Controller that forwards user input to the LLM:

import org.springframework.ai.chat.client.ChatClient;
import org.springframework.beans.factory.annotation.Autowired;
import org.springframework.web.bind.annotation.GetMapping;
import org.springframework.web.bind.annotation.RestController;
import reactor.core.publisher.Flux;
import jakarta.servlet.http.HttpServletResponse;

@RestController
public class DateTimeController {
    @Autowired
    private ChatClient chatClient;

    @GetMapping("/chat")
    public String chat(String input) {
        return chatClient.prompt().user(input).call().content();
    }

    @GetMapping("/chat/stream")
    public Flux<String> streamChat(HttpServletResponse response, String input) {
        response.setCharacterEncoding("UTF-8");
        return chatClient.prompt().user(input).stream().content();
    }
}

When using Stdio, ensure the server does not write non‑protocol data to stdout; disable banner and logging as shown above.

Testing

Start the MCP server (Stdio or SSE), then start the MCP client service.
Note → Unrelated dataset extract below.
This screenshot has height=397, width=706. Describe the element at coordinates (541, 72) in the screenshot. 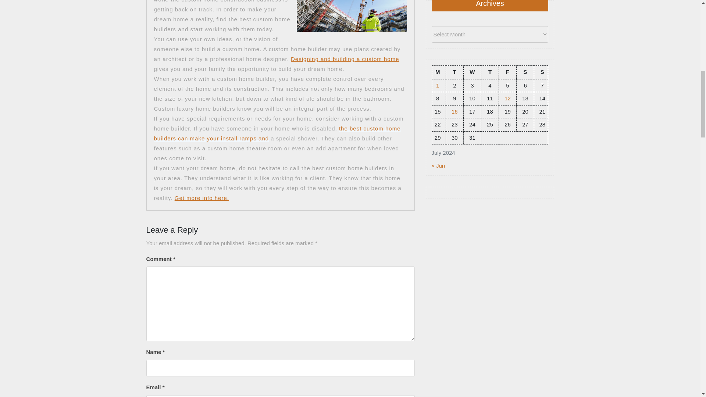

I see `Sunday` at that location.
Access the client endpoints (e.g., /chat?input=What+time+is+it?) and observe that the client invokes the server‑side tools (current time, alarm setting) and returns the model’s answer.

Outlook

MCP acts as a bridge between traditional back‑end systems and AI models, offering a promising new direction for back‑end developers. Although still in its early stages—with immature tooling and high token consumption—it is expected to mature into a foundational layer for AI‑enabled services as the technology evolves.